Wednesday, February 11, 2004

Self-Assembly Videos

I just released a movie yesterday on the progress of my work in space self-assembly.

This demonstrates a single assembly step of connecting two beams together. The two robots are connected together by a variable-length tether that holds them together. We call this the "mirror roll" since the robots need to be symmetrically aligned for this to work properly.

This is the first step in assembling a triangle. The ultimate goal is to create trusses out of this method. And eventually large-scale structures.

There was also the previous video of beam docking.

Wednesday, February 04, 2004

The Meaning of Task

I think one of the fundamental ways we evaluate nearly all robotics applications or theories is based on the almighty task. If we define a task, then we can say what the requirements are, what information is needed, and how well a particular robot is accomplishing something.

One needs to take into account that we define tasks in terms of human perceptual schemas and motor skills. What may seem easy to us can be very difficult for a robot to accomplish-- maybe even impossible.

Perhaps task needs to be defined a little better. Lets see what others have said about tasks.

From Donald, B. R. and Jennings J., Constructive Recognizability for Task-Directed Robot Programming, Proc. IEEE ICRA, Nice, France (1992):

There is a task we wish the mobile robot to perform, and the task is specified in terms of external (e.g., human-specified) perceptual categories. For example, these terms might be "concepts" like wall, door, hallway, or Professor Hopcroft. The task may be specified in these terms by imagining the robot has virtual sensors which can recognize these objects (e.g., a wall sensor) and their "parameters" (e.g., length, orientation, etc.) Now, of course the physical robot is not equipped with such sensors, but instead is armed with certain concrete physical sensors, plus the power to retain history and to compute. The task-level programming problem lies in implementing the virtual sensors in terms of the concrete robot capabilities.

This only talks about the perceptual aspects of task and says nothing of the functional implications. We as humans define the task, but our functional description is derived from our motor experience. Perhaps this is an egregious form of the inverse kinematics problem? There is no single answer to the functional translation of task to robot language.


Aim of the exercise
An exact copy is required of every line from the one with "find human hand" through the end of the data below, and the pictures must stay out of it.

The records
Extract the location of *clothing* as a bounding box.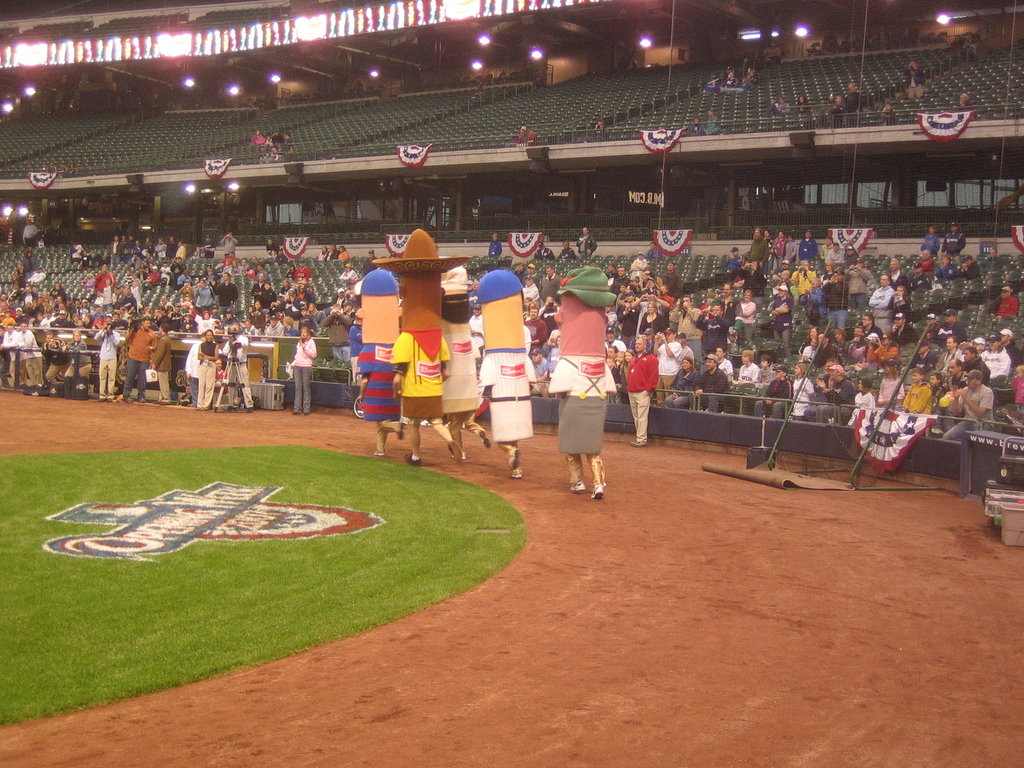
detection(47, 327, 65, 387).
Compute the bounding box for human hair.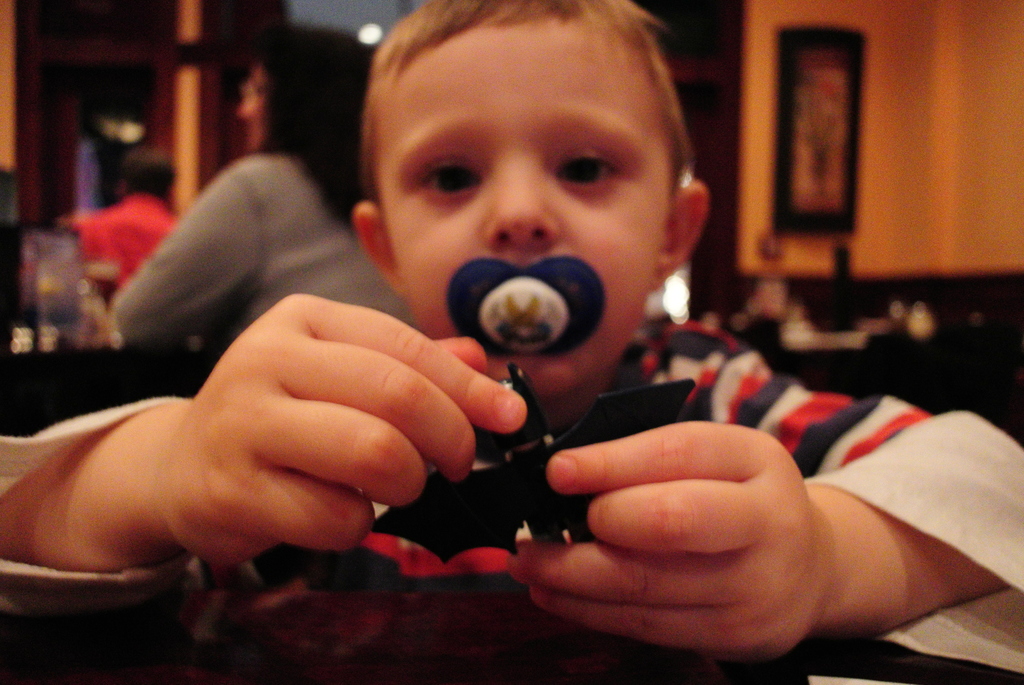
x1=360, y1=10, x2=685, y2=198.
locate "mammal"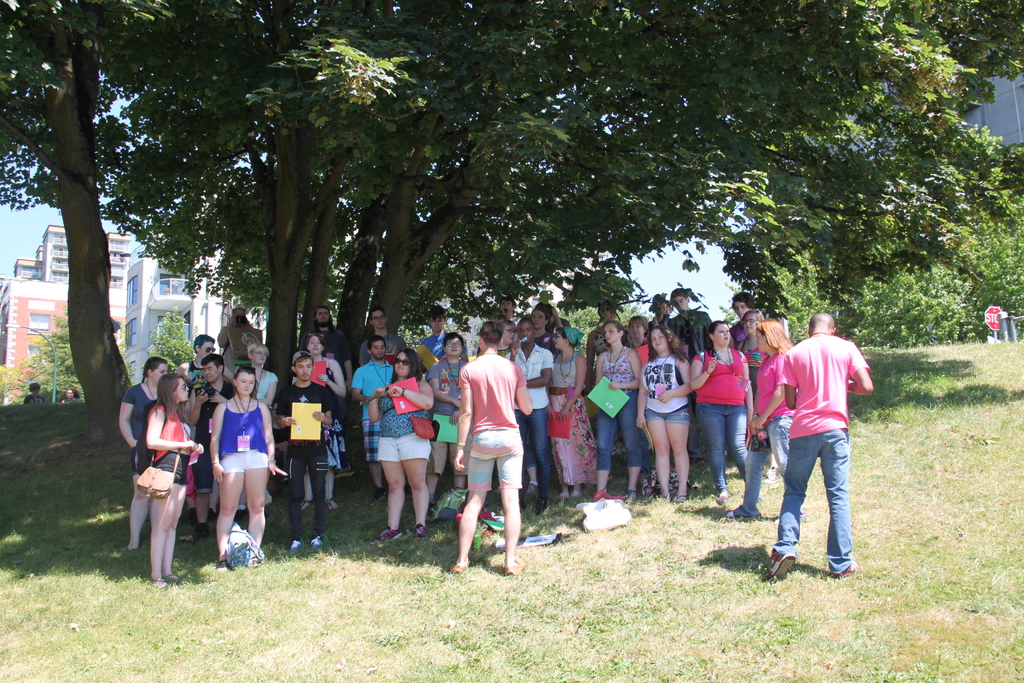
region(63, 385, 84, 401)
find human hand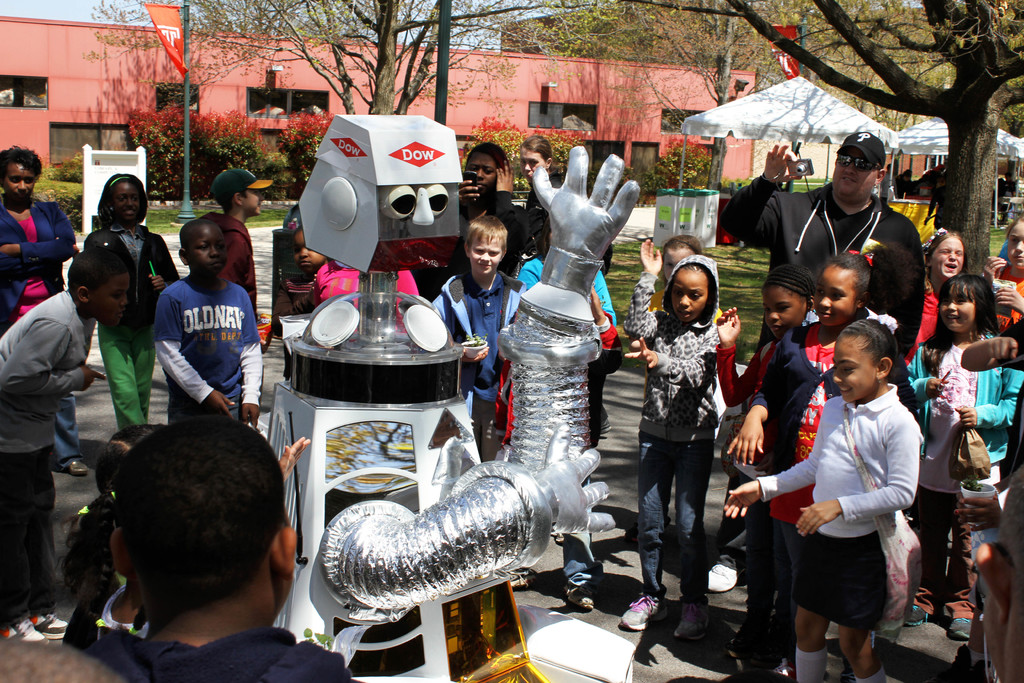
l=953, t=494, r=1004, b=533
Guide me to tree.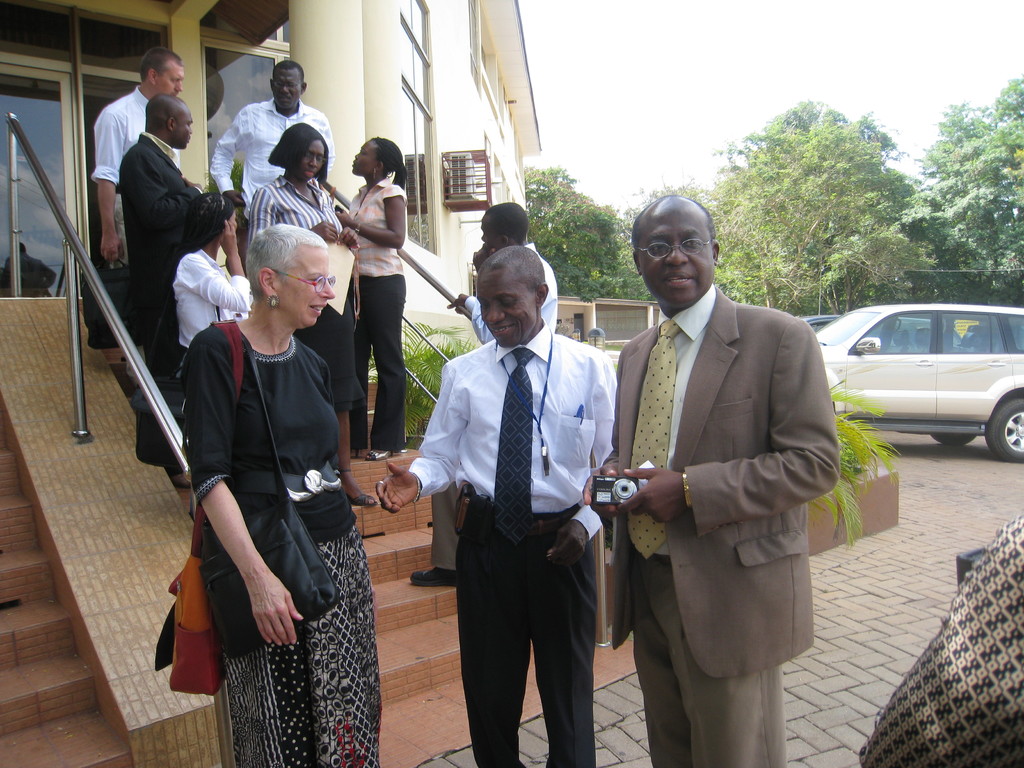
Guidance: box=[990, 78, 1023, 124].
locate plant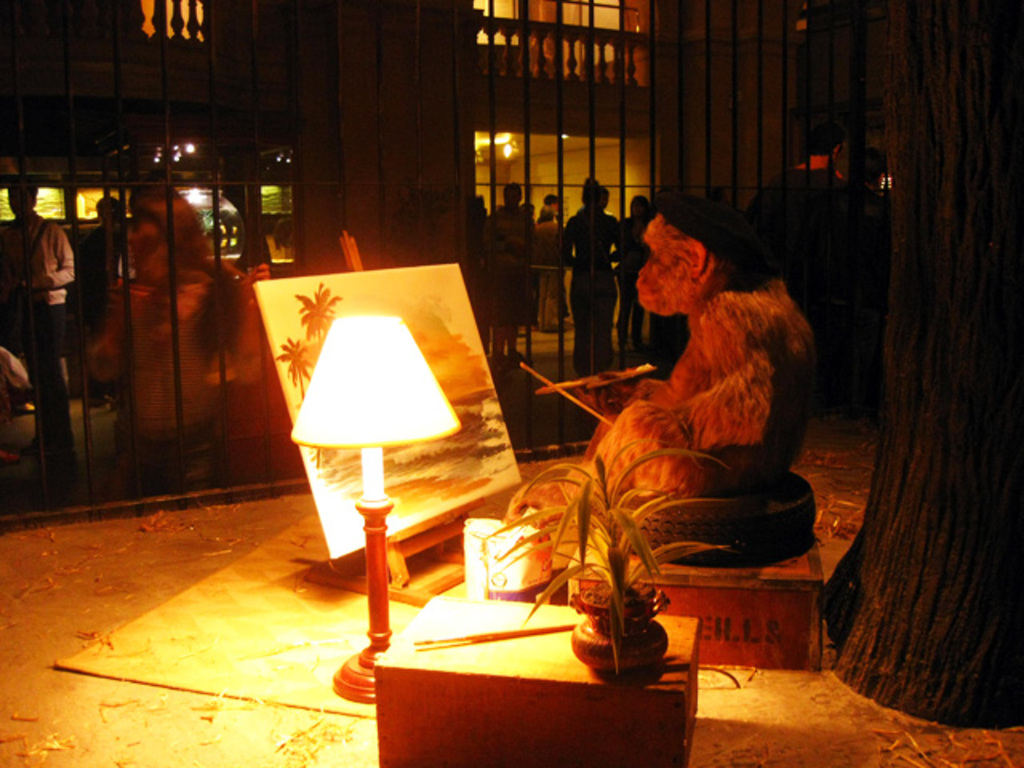
478:437:739:672
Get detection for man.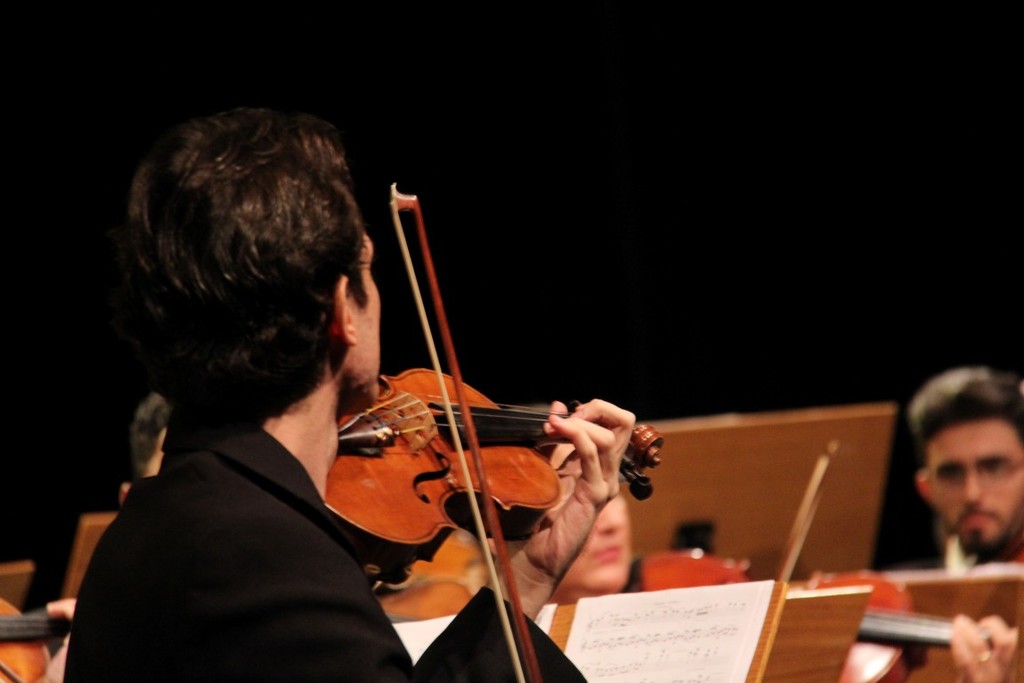
Detection: {"x1": 920, "y1": 366, "x2": 1022, "y2": 561}.
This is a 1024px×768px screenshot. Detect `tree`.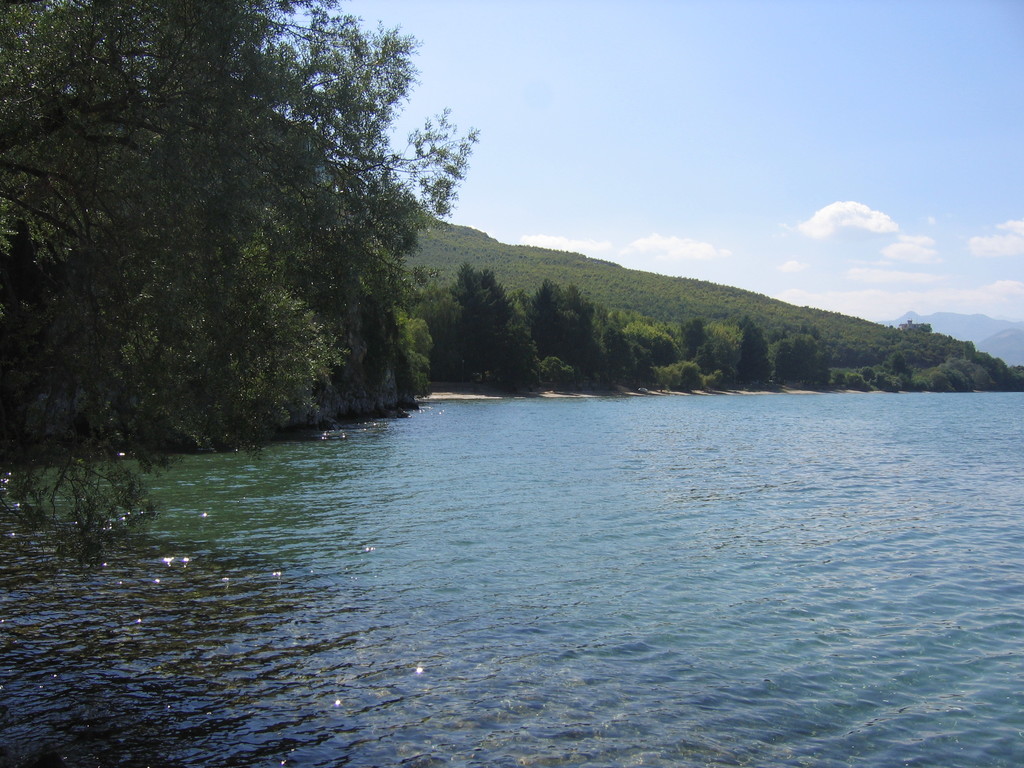
(972,351,1023,381).
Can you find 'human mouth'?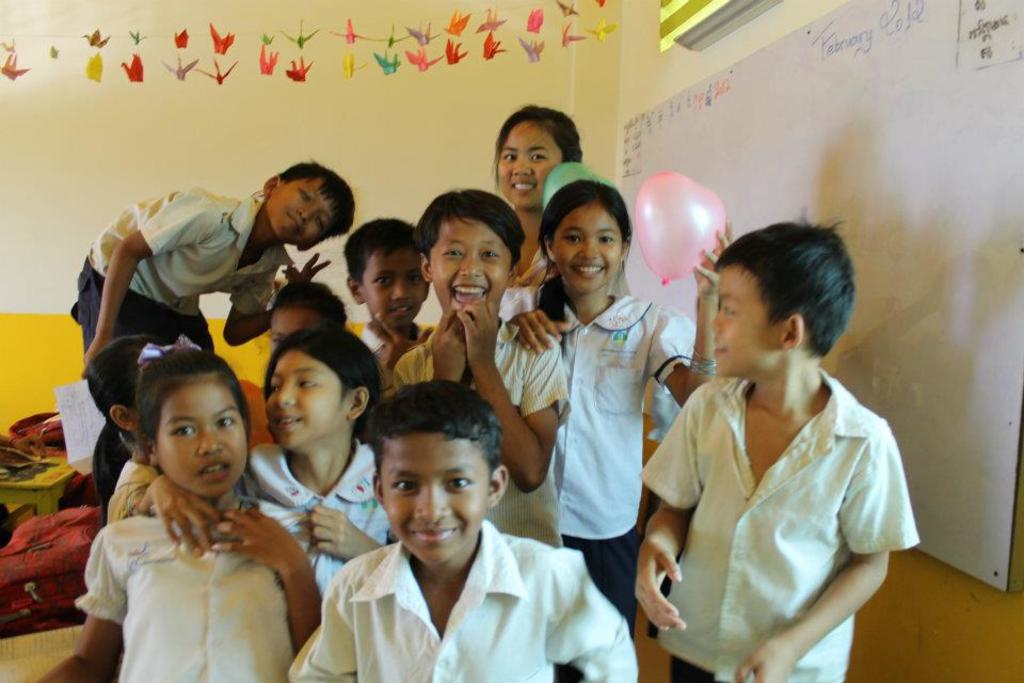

Reply
find human hand
l=953, t=494, r=1004, b=533
Guide me to tree.
Guidance: box=[990, 78, 1023, 124].
locate plant
478:437:739:672
Get detection for man.
Detection: {"x1": 920, "y1": 366, "x2": 1022, "y2": 561}.
This is a 1024px×768px screenshot. Detect `tree`.
(972,351,1023,381).
Can you find 'human mouth'?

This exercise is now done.